Sheshach
Sheshach is a symbolic designation for Babylon that appears twice in Jeremiah, both times in oracles of judgment against the kingdoms of the earth. The two passages position the name at structurally weighted moments: the bottom of the cup-of-wrath catalog in Jeremiah 25, and the opening lament of Babylon's fall in Jeremiah 51.
Last to Drink the Cup
In Jeremiah's vision of the cup of Yahweh's wrath, the kings of the earth are made to drink in succession. The list closes by sweeping in everyone outside Judah's immediate horizon and lands on a single concluding figure: "and all the kings of the north, far and near, one with another; and all the kingdoms of the world, which are on the face of the earth: and the king of Sheshach will drink after them" (Jer 25:26). Sheshach occupies the final, climactic position — the king who drinks last, after every other kingdom has already been forced to the cup.
Sheshach and Babylon Together
The second occurrence sits inside the long oracle against Babylon and explicitly pairs the two names in a single verse: "How is Sheshach taken! And the praise of the whole earth seized! How has Babylon become a desolation among the nations!" (Jer 51:41). The lament cries out over Sheshach in one line and answers with Babylon in the next, treating them as the same city under two names. The "praise of the whole earth" — the city's reputation — is what falls when Sheshach falls; the desolation that follows is Babylon's.
Across both verses the pattern is the same: Sheshach stands for Babylon at the moments when judgment is most heavily pressed on the great northern empire — once as the last to drink the cup, once as the named city brought to ruin among the nations.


Work task:
Which of the lines in the data below contain the string "Output"? Copy each of them.

==== Excerpted records ====

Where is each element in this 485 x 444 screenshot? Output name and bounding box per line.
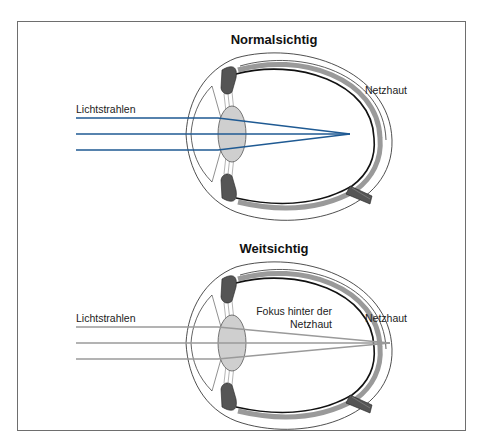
label-focus-line1: Fokus hinter der bbox=[256, 305, 332, 317]
light-rays bbox=[76, 118, 350, 150]
eye-illustration bbox=[186, 53, 392, 220]
label-netzhaut: Netzhaut bbox=[365, 312, 407, 324]
diagram-weitsichtig: Weitsichtig Lichtstrahlen Netzhaut Fokus… bbox=[76, 241, 407, 429]
diagram-title: Normalsichtig bbox=[231, 32, 318, 47]
label-lichtstrahlen: Lichtstrahlen bbox=[76, 103, 136, 115]
diagram-normalsichtig: Normalsichtig Lichtstrahlen Netzhaut bbox=[76, 32, 407, 220]
label-lichtstrahlen: Lichtstrahlen bbox=[76, 312, 136, 324]
label-focus-line2: Netzhaut bbox=[290, 318, 332, 330]
diagram-title: Weitsichtig bbox=[239, 241, 308, 256]
label-netzhaut: Netzhaut bbox=[365, 84, 407, 96]
eye-diagrams: Normalsichtig Lichtstrahlen Netzhaut Wei… bbox=[0, 0, 485, 444]
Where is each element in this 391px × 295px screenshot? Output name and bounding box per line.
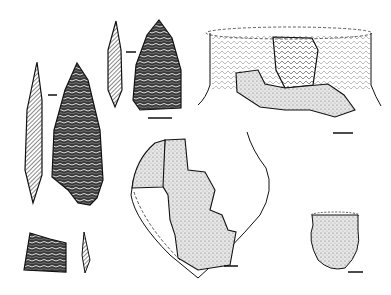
large-point (25, 62, 103, 205)
large-point-face (52, 63, 103, 205)
decorated-vessel (198, 27, 381, 133)
small-bowl (311, 212, 363, 272)
sherd-stack (162, 139, 236, 270)
fragment-profile (82, 232, 90, 273)
fragment-face (24, 233, 66, 272)
conical-vessel (131, 132, 269, 278)
large-point-profile (25, 62, 42, 203)
fragment (24, 232, 90, 273)
small-point-face (133, 20, 181, 110)
bowl-body (311, 215, 359, 269)
small-point (108, 20, 181, 118)
small-point-profile (108, 21, 122, 107)
sherd-upper-left (132, 140, 165, 188)
artifact-plate (0, 0, 391, 295)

====

Answer space:
Where is each element in this 485 x 444 screenshot? Output name and bounding box per line.
Where is each element in this 391px × 295px screenshot? Output name and bounding box per line.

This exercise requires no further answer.